Numerical Methods - Gradient method

73 Views Asked by At

Consider the (unpreconditioned) gradient method for the solution of a linear system $A\underline{x} = \underline{b}$.

(a) Show that the acceleration parameter $\alpha_{k}$ in the gradient method is the unique solution to the minimisation problem: $\alpha_{k} = arg min \Phi(\underline{x}^k +\alpha\underline{r}^k)$, where $\Phi(\underline{y})=\frac{1}{2}\underline{y}^TA\underline{y}-\underline{y}^T\underline{b}$ denotes the energy of the system $A\underline{x}=\underline{b}$.

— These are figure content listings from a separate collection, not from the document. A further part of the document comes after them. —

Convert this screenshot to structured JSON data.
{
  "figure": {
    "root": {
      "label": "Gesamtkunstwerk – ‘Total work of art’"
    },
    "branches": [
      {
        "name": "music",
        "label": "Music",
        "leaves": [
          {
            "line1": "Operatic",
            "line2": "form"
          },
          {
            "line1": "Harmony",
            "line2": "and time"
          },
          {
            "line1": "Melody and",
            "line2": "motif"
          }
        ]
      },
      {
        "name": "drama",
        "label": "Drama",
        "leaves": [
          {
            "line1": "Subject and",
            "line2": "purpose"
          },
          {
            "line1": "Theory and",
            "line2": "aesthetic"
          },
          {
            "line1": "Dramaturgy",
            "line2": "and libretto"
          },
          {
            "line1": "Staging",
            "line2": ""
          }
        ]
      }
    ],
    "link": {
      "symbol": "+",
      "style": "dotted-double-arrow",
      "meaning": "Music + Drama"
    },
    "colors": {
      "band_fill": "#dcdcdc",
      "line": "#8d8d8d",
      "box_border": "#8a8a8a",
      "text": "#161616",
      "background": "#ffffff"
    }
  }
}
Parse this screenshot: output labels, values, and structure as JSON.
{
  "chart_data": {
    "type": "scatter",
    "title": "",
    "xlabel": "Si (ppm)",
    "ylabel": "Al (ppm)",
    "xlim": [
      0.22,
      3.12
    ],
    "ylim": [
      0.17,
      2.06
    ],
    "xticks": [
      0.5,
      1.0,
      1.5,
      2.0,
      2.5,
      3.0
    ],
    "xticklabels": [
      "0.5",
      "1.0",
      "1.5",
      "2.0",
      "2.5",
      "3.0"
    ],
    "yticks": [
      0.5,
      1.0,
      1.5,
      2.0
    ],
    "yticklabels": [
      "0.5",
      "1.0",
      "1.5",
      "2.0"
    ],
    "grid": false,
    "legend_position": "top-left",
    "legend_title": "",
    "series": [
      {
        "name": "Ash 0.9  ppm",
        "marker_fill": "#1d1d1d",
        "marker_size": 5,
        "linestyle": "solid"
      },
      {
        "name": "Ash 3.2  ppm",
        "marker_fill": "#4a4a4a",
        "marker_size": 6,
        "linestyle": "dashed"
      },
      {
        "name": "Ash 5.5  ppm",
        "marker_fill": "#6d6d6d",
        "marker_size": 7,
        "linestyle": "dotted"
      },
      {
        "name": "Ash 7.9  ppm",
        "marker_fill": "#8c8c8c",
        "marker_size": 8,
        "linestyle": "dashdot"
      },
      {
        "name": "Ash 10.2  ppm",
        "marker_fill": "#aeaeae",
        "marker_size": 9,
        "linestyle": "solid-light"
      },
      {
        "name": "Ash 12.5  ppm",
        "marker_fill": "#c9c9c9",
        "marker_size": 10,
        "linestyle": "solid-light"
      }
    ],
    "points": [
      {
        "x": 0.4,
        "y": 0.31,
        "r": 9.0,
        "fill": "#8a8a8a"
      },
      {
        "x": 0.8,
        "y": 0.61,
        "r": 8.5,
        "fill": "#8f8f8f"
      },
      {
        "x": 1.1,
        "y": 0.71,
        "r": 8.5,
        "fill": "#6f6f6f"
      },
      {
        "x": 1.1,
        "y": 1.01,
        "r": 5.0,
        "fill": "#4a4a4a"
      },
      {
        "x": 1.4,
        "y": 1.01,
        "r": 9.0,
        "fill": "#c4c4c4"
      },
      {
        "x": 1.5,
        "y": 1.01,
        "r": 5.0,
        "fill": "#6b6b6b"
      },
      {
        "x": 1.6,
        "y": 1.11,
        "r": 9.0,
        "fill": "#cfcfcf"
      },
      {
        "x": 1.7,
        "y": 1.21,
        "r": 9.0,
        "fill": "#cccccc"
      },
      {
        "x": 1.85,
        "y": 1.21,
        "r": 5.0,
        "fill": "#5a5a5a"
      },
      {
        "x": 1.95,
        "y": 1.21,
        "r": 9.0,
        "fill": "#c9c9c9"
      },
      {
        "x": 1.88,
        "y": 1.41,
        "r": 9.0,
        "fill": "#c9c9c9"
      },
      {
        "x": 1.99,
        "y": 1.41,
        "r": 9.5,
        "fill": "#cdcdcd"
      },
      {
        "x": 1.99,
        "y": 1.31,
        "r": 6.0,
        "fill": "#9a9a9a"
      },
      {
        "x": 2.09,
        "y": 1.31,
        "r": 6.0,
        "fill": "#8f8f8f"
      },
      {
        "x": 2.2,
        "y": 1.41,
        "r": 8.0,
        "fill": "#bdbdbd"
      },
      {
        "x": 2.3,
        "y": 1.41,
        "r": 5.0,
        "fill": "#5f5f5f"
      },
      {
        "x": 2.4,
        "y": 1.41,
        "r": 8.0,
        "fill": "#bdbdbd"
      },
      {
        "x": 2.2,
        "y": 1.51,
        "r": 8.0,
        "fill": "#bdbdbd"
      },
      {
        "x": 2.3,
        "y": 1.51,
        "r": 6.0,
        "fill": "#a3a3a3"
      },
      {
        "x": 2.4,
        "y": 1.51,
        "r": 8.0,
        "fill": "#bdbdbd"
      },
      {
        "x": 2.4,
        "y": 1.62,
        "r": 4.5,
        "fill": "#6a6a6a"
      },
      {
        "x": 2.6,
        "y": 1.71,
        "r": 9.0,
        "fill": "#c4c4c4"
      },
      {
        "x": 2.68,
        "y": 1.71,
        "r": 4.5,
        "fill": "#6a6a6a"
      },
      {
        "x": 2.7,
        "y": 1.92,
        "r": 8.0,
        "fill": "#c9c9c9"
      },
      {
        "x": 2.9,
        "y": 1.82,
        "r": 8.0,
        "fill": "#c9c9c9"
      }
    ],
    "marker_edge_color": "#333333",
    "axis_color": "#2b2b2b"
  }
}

(b) Show that the residuals in the gradient method satisfy $(\underline{r}^{k+1},\underline{r}^k)=0$ for each $k$.

(c) Give a geometric interpretation of the gradient method.

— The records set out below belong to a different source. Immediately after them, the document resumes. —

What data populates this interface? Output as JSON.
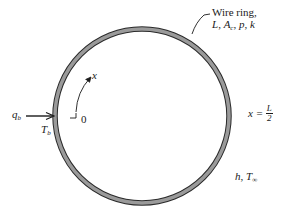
{
  "diagram": {
    "ring_label": {
      "line1": "Wire ring,",
      "vars": {
        "L": "L",
        "A": "A",
        "A_sub": "c",
        "p": "p",
        "k": "k"
      },
      "sep": ", "
    },
    "heat_input": {
      "symbol": "q",
      "sub": "b"
    },
    "base_temp": {
      "symbol": "T",
      "sub": "b"
    },
    "origin_label": "0",
    "coord_label": "x",
    "midpoint_label": {
      "prefix": "x = ",
      "num": "L",
      "den": "2"
    },
    "convection_label": {
      "h": "h",
      "sep": ", ",
      "T": "T",
      "T_sub": "∞"
    },
    "colors": {
      "ring_fill": "#9a9a9a",
      "ring_edge": "#2a2a2a",
      "text": "#1a1a1a",
      "background": "#ffffff"
    }
  }
}
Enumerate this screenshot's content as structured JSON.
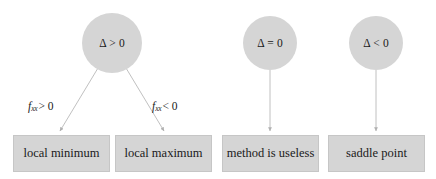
{
  "diagram": {
    "colors": {
      "node_fill": "#d5d5d5",
      "node_border": "#c6c6c6",
      "edge_stroke": "#b9b9b9",
      "text": "#1a1a1a",
      "background": "#ffffff"
    },
    "conditions": [
      {
        "id": "delta-positive",
        "label": "Δ > 0",
        "cx": 112,
        "cy": 43,
        "r": 30
      },
      {
        "id": "delta-zero",
        "label": "Δ = 0",
        "cx": 270,
        "cy": 43,
        "r": 27
      },
      {
        "id": "delta-negative",
        "label": "Δ < 0",
        "cx": 376,
        "cy": 43,
        "r": 27
      }
    ],
    "outcomes": [
      {
        "id": "local-minimum",
        "label": "local minimum",
        "x": 13,
        "y": 135,
        "w": 97,
        "h": 37
      },
      {
        "id": "local-maximum",
        "label": "local maximum",
        "x": 115,
        "y": 135,
        "w": 97,
        "h": 37
      },
      {
        "id": "method-is-useless",
        "label": "method is useless",
        "x": 222,
        "y": 135,
        "w": 97,
        "h": 37
      },
      {
        "id": "saddle-point",
        "label": "saddle point",
        "x": 328,
        "y": 135,
        "w": 97,
        "h": 37
      }
    ],
    "edge_labels": [
      {
        "id": "fxx-positive",
        "fn": "f",
        "sub": "xx",
        "op": "> 0",
        "x": 28,
        "y": 100
      },
      {
        "id": "fxx-negative",
        "fn": "f",
        "sub": "xx",
        "op": "< 0",
        "x": 152,
        "y": 100
      }
    ],
    "edges": [
      {
        "id": "edge-delta-positive-to-local-minimum",
        "x1": 98,
        "y1": 68,
        "x2": 60,
        "y2": 131
      },
      {
        "id": "edge-delta-positive-to-local-maximum",
        "x1": 126,
        "y1": 68,
        "x2": 164,
        "y2": 131
      },
      {
        "id": "edge-delta-zero-to-method-is-useless",
        "x1": 270,
        "y1": 70,
        "x2": 270,
        "y2": 131
      },
      {
        "id": "edge-delta-negative-to-saddle-point",
        "x1": 376,
        "y1": 70,
        "x2": 376,
        "y2": 131
      }
    ]
  }
}
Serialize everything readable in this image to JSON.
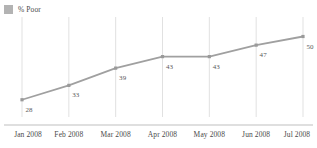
{
  "legend": {
    "position": "top-left",
    "entries": [
      {
        "label": "% Poor",
        "color": "#b3b3b3",
        "swatch_name": "legend-swatch-percent-poor"
      }
    ]
  },
  "chart_data": {
    "type": "line",
    "title": "",
    "subtitle": "",
    "xlabel": "",
    "ylabel": "",
    "categories": [
      "Jan 2008",
      "Feb 2008",
      "Mar 2008",
      "Apr 2008",
      "May 2008",
      "Jun 2008",
      "Jul 2008"
    ],
    "series": [
      {
        "name": "% Poor",
        "color": "#a0a0a0",
        "values": [
          28,
          33,
          39,
          43,
          43,
          47,
          50
        ],
        "point_labels": [
          "28",
          "33",
          "39",
          "43",
          "43",
          "47",
          "50"
        ],
        "marker": "square"
      }
    ],
    "ylim": [
      22,
      54
    ],
    "grid": {
      "vertical": true,
      "horizontal": false,
      "color": "#d9d9d9"
    },
    "axis": {
      "baseline": true,
      "baseline_color": "#bfbfbf"
    },
    "legend_position": "top-left"
  },
  "colors": {
    "line": "#a0a0a0",
    "marker": "#9a9a9a",
    "gridline": "#d9d9d9",
    "axis": "#bfbfbf",
    "text": "#4a4a4a",
    "label_text": "#5a5a5a",
    "swatch": "#b3b3b3",
    "background": "#ffffff"
  }
}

I attempted the first part of this question as follows:

$\Phi(\underline{x}^k + \alpha\underline{r}^k) = \frac{1}{2}(\underline{x}^k+\alpha\underline{r}^k)^TA(\underline{x}^k + \alpha\underline{r}^k)-(\underline{x}^k + \alpha\underline{r}^k)^T\underline{b}$.

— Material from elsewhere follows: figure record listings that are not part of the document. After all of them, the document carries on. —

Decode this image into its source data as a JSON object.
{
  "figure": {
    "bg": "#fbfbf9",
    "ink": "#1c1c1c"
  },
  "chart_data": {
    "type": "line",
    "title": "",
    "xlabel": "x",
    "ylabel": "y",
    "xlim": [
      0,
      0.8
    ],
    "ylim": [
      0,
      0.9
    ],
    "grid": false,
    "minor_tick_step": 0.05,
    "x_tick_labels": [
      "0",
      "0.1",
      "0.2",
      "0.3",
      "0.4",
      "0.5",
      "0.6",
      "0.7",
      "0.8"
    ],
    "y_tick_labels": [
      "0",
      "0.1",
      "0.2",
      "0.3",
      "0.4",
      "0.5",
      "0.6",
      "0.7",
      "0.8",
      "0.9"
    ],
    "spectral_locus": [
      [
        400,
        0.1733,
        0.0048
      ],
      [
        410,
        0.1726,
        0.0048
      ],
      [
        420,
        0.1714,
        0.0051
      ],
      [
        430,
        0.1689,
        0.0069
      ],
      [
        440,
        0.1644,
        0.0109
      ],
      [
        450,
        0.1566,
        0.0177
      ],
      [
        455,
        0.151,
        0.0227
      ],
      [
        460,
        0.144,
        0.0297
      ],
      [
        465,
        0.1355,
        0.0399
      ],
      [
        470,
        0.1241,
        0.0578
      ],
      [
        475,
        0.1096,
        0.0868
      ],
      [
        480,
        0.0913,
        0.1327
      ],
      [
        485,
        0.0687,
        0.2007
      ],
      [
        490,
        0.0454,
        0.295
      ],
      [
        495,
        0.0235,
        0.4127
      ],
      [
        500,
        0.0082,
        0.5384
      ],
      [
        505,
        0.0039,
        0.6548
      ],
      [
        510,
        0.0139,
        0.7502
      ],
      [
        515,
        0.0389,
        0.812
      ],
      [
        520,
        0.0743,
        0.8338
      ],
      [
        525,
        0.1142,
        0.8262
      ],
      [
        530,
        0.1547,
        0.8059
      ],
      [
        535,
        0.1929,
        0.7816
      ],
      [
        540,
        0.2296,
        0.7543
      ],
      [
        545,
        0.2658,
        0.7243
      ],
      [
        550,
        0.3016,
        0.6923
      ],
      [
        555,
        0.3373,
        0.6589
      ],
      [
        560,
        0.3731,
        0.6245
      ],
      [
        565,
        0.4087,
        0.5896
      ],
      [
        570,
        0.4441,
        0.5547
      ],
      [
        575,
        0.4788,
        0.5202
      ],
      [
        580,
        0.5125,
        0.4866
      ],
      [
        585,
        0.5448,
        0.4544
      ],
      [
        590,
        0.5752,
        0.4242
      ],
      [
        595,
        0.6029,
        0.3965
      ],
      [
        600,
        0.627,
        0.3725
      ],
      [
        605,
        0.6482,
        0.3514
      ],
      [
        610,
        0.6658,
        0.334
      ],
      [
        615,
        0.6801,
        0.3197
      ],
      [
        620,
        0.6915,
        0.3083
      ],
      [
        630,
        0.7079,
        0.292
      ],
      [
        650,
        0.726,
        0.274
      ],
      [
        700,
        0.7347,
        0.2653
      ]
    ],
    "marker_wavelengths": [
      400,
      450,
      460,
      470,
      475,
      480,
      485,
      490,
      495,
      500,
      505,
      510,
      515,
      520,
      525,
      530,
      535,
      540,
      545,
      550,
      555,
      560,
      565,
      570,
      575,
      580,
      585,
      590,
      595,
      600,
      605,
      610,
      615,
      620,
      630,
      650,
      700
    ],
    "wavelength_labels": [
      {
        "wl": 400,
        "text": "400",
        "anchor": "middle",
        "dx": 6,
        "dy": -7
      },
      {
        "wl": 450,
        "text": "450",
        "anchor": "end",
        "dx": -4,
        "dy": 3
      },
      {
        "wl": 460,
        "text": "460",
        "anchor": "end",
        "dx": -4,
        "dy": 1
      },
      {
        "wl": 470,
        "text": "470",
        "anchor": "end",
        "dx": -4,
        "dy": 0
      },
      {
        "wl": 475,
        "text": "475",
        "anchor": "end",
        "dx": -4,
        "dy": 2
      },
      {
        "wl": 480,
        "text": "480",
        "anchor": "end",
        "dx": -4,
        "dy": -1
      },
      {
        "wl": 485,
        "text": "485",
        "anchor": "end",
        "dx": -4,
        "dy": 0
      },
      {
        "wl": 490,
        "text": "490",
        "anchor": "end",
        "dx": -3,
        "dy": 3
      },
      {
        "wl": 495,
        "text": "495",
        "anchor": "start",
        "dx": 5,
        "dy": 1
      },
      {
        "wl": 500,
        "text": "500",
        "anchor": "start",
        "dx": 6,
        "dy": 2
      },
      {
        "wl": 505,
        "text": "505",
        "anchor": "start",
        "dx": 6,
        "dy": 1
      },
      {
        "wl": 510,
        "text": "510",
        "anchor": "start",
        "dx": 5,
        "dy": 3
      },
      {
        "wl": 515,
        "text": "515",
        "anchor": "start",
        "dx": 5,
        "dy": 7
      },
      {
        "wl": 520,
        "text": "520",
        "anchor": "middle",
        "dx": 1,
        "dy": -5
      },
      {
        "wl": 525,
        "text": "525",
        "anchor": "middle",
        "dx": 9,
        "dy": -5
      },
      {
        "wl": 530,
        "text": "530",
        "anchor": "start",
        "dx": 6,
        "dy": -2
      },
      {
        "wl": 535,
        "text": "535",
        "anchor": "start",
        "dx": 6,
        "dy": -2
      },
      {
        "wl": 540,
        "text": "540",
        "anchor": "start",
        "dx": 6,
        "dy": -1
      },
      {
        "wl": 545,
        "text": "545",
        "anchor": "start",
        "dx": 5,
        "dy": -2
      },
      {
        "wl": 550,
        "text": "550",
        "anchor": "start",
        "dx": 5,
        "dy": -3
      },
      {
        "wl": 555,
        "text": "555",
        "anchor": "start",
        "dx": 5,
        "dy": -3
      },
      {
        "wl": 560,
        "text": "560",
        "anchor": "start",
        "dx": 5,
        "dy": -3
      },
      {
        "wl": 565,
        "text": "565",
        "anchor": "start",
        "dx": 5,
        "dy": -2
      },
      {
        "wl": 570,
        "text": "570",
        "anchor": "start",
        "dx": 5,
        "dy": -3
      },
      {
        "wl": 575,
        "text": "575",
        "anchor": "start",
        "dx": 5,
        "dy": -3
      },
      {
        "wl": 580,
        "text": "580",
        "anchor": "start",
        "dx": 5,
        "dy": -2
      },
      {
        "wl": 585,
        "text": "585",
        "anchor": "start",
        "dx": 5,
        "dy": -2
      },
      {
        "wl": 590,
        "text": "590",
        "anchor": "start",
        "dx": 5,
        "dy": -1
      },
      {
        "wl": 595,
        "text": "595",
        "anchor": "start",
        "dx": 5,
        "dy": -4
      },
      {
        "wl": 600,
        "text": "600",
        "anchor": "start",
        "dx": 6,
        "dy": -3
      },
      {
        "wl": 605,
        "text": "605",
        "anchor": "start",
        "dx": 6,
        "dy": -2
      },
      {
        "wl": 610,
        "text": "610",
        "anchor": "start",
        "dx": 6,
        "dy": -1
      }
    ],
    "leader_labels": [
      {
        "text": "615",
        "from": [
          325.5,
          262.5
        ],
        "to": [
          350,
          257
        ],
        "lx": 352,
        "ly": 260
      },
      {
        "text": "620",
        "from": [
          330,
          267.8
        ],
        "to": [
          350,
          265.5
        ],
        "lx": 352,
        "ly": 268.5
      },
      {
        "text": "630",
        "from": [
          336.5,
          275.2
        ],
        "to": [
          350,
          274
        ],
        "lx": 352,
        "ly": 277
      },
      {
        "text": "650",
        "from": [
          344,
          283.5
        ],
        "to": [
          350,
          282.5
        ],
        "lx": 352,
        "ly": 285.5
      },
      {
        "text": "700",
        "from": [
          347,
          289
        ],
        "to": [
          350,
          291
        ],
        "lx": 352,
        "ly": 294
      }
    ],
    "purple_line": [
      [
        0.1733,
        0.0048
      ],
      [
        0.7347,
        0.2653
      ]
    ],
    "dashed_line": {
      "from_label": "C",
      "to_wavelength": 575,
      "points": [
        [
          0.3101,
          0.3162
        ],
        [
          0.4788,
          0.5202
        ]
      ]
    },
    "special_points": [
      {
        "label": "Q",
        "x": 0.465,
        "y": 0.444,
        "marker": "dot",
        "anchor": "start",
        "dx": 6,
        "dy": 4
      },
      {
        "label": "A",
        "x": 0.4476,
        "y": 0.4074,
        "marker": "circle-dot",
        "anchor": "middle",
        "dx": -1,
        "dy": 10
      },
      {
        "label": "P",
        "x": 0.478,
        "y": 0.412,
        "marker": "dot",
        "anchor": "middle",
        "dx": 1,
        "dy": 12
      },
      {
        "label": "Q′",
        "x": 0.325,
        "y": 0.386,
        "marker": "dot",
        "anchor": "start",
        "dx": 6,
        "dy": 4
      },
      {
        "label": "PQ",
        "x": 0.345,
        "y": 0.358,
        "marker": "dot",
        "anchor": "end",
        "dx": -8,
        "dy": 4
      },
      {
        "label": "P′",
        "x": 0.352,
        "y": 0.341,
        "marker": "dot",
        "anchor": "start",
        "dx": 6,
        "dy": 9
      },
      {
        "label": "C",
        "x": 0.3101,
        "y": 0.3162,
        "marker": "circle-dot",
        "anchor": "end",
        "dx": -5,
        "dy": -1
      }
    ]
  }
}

And using the fact that $\alpha_k = \frac{||\underline{r}^k||^2_{2}}{||\underline{r}^k||^2_{A}}$, I said:

$argmin(\frac{1}{2}(\underline{x}^k+\alpha\underline{r}^k)^TA(\underline{x}^k + \alpha\underline{r}^k)-(\underline{x}^k + \alpha\underline{r}^k)^T\underline{b})=\frac{||\underline{r}^k||^2_{2}}{||\underline{r}^k||^2_{A}}$.

I'm not sure whether this is even the right approach. As for the other parts, I'm completely clueless. Any help would be appreciated.